Lastly, reason is not neglected in favour of emotion when kissing, rather one feels an in-between-ness, affect. In this movement the body has the capacity to affect, and is affected upon; to move and be moved. It is caught between the conscious and the unconscious (Gregg & Seigworth, 2010). Kissing comes with a liminal feeling. Affect might be the biggest challenger of the Platonic-Cartesian Dualism, the notion that mind and body are separated. Reason is said to rest within our mind, while the body is the locus of irrationality and feeling; a survival of our animal past. Christianity has bolstered the Cartesian model, due to its disdain of the body and its sinful desires (Farnell, 2003). Interestingly, the romantic-kiss epitomises the mixing of reason and emotion, affect, yet first appeared in popular culture through early Christians. The greeting “kiss of peace” entailed the exchange of the soul through the breath and was first performed as a cheek kiss, due to the lips’ sexual implications. Nonetheless around the 11th century the lip-kiss started appearing in legends and stories. In these early popular writing such was portrayed as an act of true love, compared to arranged marriage. A new poetic tradition emerged, “courtly love”, and centred on the kiss’ power to make people fall in love (Danesi, 2013). Despite Christianity’s separation of body and mind, such cannot be distanced, as showed by the gesture created by this same religion. Kissing creates a state of liminality between body and mind, conscious and unconscious.

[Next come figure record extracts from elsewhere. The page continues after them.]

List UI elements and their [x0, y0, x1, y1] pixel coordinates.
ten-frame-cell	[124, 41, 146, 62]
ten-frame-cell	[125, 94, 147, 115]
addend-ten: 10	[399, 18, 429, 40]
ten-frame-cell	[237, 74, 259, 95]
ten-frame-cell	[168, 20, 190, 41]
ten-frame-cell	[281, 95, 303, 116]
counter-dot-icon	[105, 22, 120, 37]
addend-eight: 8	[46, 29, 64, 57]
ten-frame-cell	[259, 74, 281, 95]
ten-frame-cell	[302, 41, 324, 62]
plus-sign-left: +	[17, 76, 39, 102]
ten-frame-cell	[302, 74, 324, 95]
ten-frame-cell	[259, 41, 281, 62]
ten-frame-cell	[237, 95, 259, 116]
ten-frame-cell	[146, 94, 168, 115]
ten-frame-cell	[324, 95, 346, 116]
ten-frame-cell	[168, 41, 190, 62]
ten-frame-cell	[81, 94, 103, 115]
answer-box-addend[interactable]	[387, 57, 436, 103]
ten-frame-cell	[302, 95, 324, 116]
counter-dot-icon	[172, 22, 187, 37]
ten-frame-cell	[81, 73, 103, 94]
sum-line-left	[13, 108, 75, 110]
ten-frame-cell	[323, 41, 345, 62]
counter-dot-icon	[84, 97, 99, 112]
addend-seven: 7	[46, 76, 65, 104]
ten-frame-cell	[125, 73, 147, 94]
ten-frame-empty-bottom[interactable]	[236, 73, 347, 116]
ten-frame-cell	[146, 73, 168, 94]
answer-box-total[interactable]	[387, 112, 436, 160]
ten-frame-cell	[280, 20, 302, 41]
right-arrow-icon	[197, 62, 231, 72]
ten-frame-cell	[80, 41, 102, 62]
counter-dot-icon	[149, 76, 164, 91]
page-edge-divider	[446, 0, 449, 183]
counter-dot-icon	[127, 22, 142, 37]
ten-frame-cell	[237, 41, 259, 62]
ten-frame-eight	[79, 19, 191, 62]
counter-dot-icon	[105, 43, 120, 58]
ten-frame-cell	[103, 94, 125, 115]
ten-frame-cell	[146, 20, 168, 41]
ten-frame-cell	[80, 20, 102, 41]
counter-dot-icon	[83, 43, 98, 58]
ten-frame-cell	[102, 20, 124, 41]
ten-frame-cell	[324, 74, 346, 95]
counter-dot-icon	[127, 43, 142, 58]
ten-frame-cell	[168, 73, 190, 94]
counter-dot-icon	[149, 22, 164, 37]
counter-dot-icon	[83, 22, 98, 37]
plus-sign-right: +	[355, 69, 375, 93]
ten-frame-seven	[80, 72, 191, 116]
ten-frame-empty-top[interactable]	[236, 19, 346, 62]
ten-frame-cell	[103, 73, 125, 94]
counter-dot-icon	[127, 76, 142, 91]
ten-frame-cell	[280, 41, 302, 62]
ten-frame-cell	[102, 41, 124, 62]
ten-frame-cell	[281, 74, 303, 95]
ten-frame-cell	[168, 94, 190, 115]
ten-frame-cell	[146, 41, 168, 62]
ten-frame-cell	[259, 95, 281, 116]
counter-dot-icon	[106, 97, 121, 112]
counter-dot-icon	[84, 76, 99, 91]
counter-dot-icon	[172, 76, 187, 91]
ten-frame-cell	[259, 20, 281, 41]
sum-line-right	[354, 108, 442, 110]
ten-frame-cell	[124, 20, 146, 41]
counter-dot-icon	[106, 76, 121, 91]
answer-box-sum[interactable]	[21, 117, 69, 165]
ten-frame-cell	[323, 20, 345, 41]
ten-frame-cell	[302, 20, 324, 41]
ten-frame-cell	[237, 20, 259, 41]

BOdy + miND= BOND.

Bibliography

Blacking, J. (1983). Movement and Meaning: Dance in Social Anthropological Perspective. Dance Research: The Journal of the Society for Dance ResearchVol.

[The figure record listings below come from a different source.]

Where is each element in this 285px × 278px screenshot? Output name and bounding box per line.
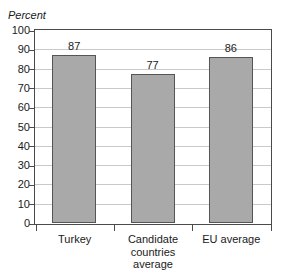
y-axis-tick-label: 20 [2, 179, 30, 190]
x-axis-tick-mark [192, 225, 193, 231]
y-axis-tick-mark [29, 88, 34, 89]
y-axis-tick-label: 90 [2, 44, 30, 55]
y-axis-tick-label: 30 [2, 160, 30, 171]
category-label-line: Turkey [36, 233, 114, 246]
y-axis-tick-mark [29, 185, 34, 186]
category-label-line: average [114, 258, 192, 271]
y-axis-tick-mark [29, 224, 34, 225]
bar-value-label: 77 [133, 60, 173, 71]
x-axis-category-label: Candidatecountriesaverage [114, 233, 192, 271]
x-axis-tick-mark [271, 225, 272, 231]
y-axis-tick-mark [29, 50, 34, 51]
y-axis-tick-label: 50 [2, 122, 30, 133]
y-axis-tick-mark [29, 204, 34, 205]
y-axis-tick-mark [29, 166, 34, 167]
x-axis-category-label: Turkey [36, 233, 114, 246]
y-axis-tick-mark [29, 31, 34, 32]
bar [52, 55, 96, 223]
y-axis-tick-label: 100 [2, 25, 30, 36]
bar [131, 74, 175, 223]
category-label-line: Candidate [114, 233, 192, 246]
y-axis-tick-mark [29, 69, 34, 70]
y-axis-tick-label: 70 [2, 83, 30, 94]
bar-value-label: 86 [211, 43, 251, 54]
y-axis-title: Percent [8, 9, 46, 21]
bar-chart: Percent 877786 0102030405060708090100 Tu… [0, 0, 285, 278]
bar-value-label: 87 [54, 41, 94, 52]
x-axis-category-label: EU average [192, 233, 270, 246]
y-axis-tick-mark [29, 146, 34, 147]
x-axis-tick-mark [114, 225, 115, 231]
x-axis-tick-mark [36, 225, 37, 231]
y-axis-tick-label: 0 [2, 218, 30, 229]
y-axis-tick-label: 40 [2, 141, 30, 152]
y-axis-tick-mark [29, 108, 34, 109]
y-axis-tick-mark [29, 127, 34, 128]
category-label-line: countries [114, 246, 192, 259]
y-axis-tick-label: 10 [2, 199, 30, 210]
y-axis-tick-label: 80 [2, 64, 30, 75]
plot-area: 877786 [34, 29, 272, 225]
category-label-line: EU average [192, 233, 270, 246]
y-axis-tick-label: 60 [2, 102, 30, 113]
bar [209, 57, 253, 223]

Body Ecology: The Way to Be. (n.d.). Retrieved February 13, 2017, from http://bodyecology.com/articles/this-bliss-hormone-can-heal-your-body-the-many-benefits-of-oxytocin

Bourdieu, P. (1984). Distinction: A Social Critique of the Judgment of Taste. Harvard University Press.

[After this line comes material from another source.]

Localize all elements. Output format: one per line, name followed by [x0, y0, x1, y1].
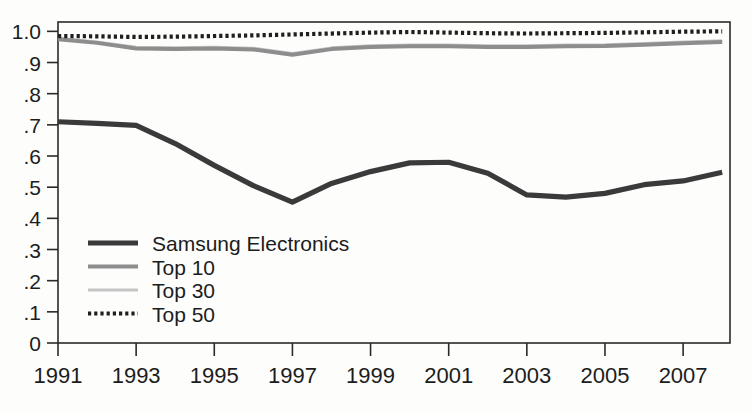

Bourdieu, P. (1977). Outline of A Theory of Practice. Cambridge University Press.

Danesi, M. (2013). The History of the Kiss! The Birth of Popular Culture. New York: Palgrave Macmillan.

Dunbar, R., & Wlodarski, R. (2014). What’s in a kiss? The effect of romantic kissing on mating desirability. Evolutionary Psychology .

Eibl-Eibesfelt, I. (1972). Love and Hate: The Natural History of Bahevior Patters. New York: Holt, Rinehart, Winston.

Farnell, B. (2003). Kinesthetic Sense and Dynamically Embodied Action. Journal for the Anthropological Study of Human Movement .

Geertz, C. (1973). The Interpretation of Cultures. U.S.A.: BasicBooks.

Gregg, M., & Seigworth, G. J. (2010). The Affect Theory Reader. London: Duke University Press.

Hughes, S. M., Harrison, M. A., & Gallup, G. G. (2007). Sex differences in romantic kissing among college students: An evolutionary perspective. Evolutionary Psychology.

Hughes, S. M., Harrison, M. A., & Gordon, G. G. (2007). Sex Differences Among College Students: An Evolutionary Perspective. Evolutionary Psychology .

Jankowiak, W. R., Volsche, S. L., & Garcia, J. (2015). Is the Romantic-Sexual Kiss a Near Human Universal. American Anthropologist .

Malinowski, B. (2005). The Sexual Life of Savages in North Western Melanesia. Kessinger Publishing.

Mauss, M. (1973). Techniques of The Body. Economy and Society .

Shaki, S. (2012). What’s in a Kiss? Spatial Experience Shapes Directional Bias During Kissing. Journal of Nonverbal Behavior .

Trivers, R. L. (1972). Parental investment and sexual selection. In B. Campbell, Sexual selection and the descent of man,. Chicago: Aldine.